Holger Mueller of Constellation Research Inc. told SiliconANGLE that serverless has emerged as the magic formula for easing software deployment and maintenance for developers. “By not having to worry about provisioning and operating servers, that fees up a lot of resources for developers and increases their velocity, which is what really matters for enterprises,” he said. “It’s good to see the new offering coming with a free tier, which is important for education and evaluation of any new product.”

One new customer that has already evaluated the product is Web3 Gaming Inc., better known as Rainmaker Games, which runs its entire gaming discovery and community website on CockroachDB Serverless.

“The product has helped us get our apps up and running quicker since there’s no server to provision, nothing to install, and no replication to configure,” said Rainmaker Games Chief Technology Officer Jonathan Kennell. “We also don’t have to worry about cluster maintenance or scaling, which traditionally are major operational concerns. CockroachDB serverless enables us to focus on building a platform that empowers gamers to play and invest smarter by eliminating the manual and operational headaches that come with a traditional database.”

As well as making CockroachDB Serverless generally available, Cockroach Labs said it’s launching a new migration toolset called CockroachDB Molt. Now in preview, it comes with a schema conversion tool that identifies and fixes incompatibility issues between source databases and CockroachDB. The idea is to ensure smooth migrations for customers that want to switch to CockroachDB.

Analyst Doug Henschen of Constellation Research said CockroachDB Serverless stands out against other serverless offerings thanks to the high scalability, resilience, consistency, SQL familiarity and compatibility with PostgreSQL that the original CockroachDB platform has become known for.

“Database providers also need to ensure that it’s easy for customers to migrate to their services,” he said. “This is where CockroachDB Molt will come in especially handy, simplifying migrations with tooling such as its schema conversion feature that’s designed to identify and fix incompatibilities between source databases and CockroachDB.”
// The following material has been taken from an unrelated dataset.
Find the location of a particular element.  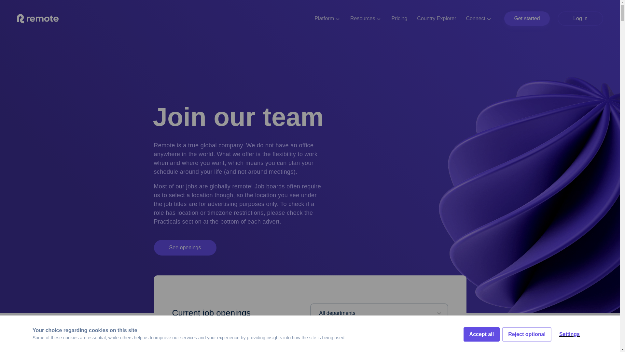

Reject optional is located at coordinates (527, 350).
Users may well be tempted to give CockroachDB Serverless a try, as the database is also adding new integrations with popular developer tools like Vercel, Vault and Terraform.

The integration with Vercel, an open-source framework for the React programming language, ensures developers can build and deploy web applications written in that language without any configuration, management or maintenance hassles, the company said. Meanwhile, by integrating with HashiCorp Inc.’s Vault, developers can now centralize and standardize access credentials for the database. Finally, there’s an integration with HashiCorp’s Terraform, an infrastructure-as-code offering that makes it easy to provision CockroachDB using automated, repeatable workflows.

“It’s good to see CockroachDB is also adopting the widely accepted standards from HashiCorp and Vercel, as these are familiar in the developer community,” Mueller added. “These integrations further reduce the time it takes to get up to speed and operate the database.”

Cockroach Labs Chief Product Officer Nate Stewart said his company aims to ensure that data-intensive applications can effortlessly scale up to serve millions of users anywhere in the world via a simple SQL-based application programming interface. “We’re a step closer to that vision now that CockroachDB Serverless is generally available,” Stewart said.